When he is Clare, the trees are objects
for him to study, like the field rat or badger,
like the perfect stones beneath his feet.
But when he is that other poet, the trees float up
like ghosts of women he once knew,
whores in London or the asylum’s nurses he left
only yesterday. Byron, that “other” poet —
the one whose face is a wash of startling beauty,
delicate features setting off eyes distantly blue —
the one whom women adore despite his club foot,
his penchant for drinking from a skull for a cup.
When Clare becomes him, he can drift back
to that night when he scaled the nunnery wall,
the terrified bulky figures fixing cold and
unexpected stares on their drunk intruder.
Or to that Sunday morning when he helped pull
Shelley and then Williams from the Gulf of Spezzia
— the boat named Ariel nowhere in sight — so that
the blue bodies could be stripped, lifted up
onto a pyre, and burned — the ferocity of the water
forgotten by the funeral party as they stood
overcome by the colors of the sky, the finality
of the fire. He was the one who stuck his hand
down into the flames to pull the poet’s heart free.
Today as he walks under a canopy of frozen branches
— the maples, cypresses, a forest of icicles —
he cannot tell which self he is. He only knows
that up this road a home awaits, that eventually
the sky will birth stars and, stopping to study
the constellations, he will find the one which
forms his face, his body, his or his other image,
and speak to it as if he were speaking to himself.
— The Sewanee Review
EMBRACING FIGURES
There were old warnings: An earthquake,
years of tremors, but nothing
that predicted the wrath of the gods
until the unexpected — the eruption
of the mountain on the far side of the bay,
then a column of smoke rising up
into the sky like an umbrella pine.
Ash fell as pebbles rained down.
Suddenly, the streets were jammed
— screams filling the thickening air —
as black clouds of pumice blocked out
the midday sun. In the coming hours,
it was just when the day appeared to be
returning to normal that the searing
molten flow of gas descended on the city
like a deadly fog. Amid the chaos,
amid the carnage of so many falling
dead where they stood, in a back room
in the House of Cryptoporticus, two
young men, not much older than boys,
huddled together, holding each other
as they had so many times before, usually
at night when they slipped into bed
before their mouths met in a kiss.
Now, their minds fading into whiteness,
they did not consider history or archeology
or the way a world could so misunderstand
one simple gesture. They only knew
they were in each other’s arms,
one resting his head on the other’s chest.
— The Bennington Review
DRIVING DOWN U.S. HIGHWAY 78 AT TWILIGHT
This stretch of highway was once a two-lane road.
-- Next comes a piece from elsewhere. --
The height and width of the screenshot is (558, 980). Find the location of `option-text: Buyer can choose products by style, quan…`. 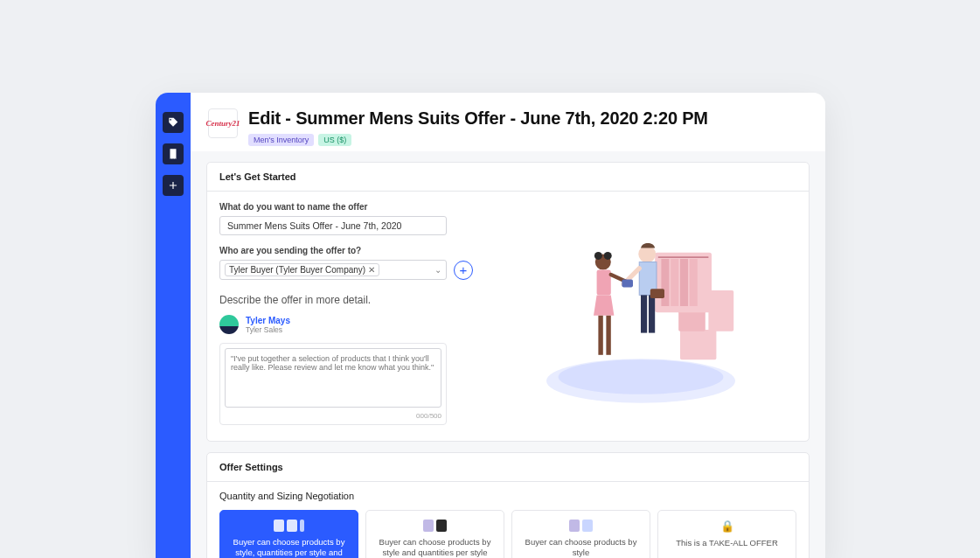

option-text: Buyer can choose products by style, quan… is located at coordinates (288, 548).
Farmers on tractors inched along in the heat of a late afternoon,
hoping later that night their sons,
drunk on beer and smelling still the perfume of dropped-off dates,
would not race down the road.
On Friday and Saturday nights they always did.
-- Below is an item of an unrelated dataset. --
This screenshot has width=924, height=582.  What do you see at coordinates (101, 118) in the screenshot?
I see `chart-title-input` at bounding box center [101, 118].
Some nights, one of them would round a bend in sticky fog,
or in the clean light of a low moon,
and crash into another car. At times, their bodies
had to be cut from the tangle with a torch.
Now the road has been replaced by a four-lane highway,
and though farmers still creep along on tractors, at night their sons,
sunk deep into the bucket seats of late model coupes,
must search out other roads that are curving and narrow
to take their cars down at sudden speeds.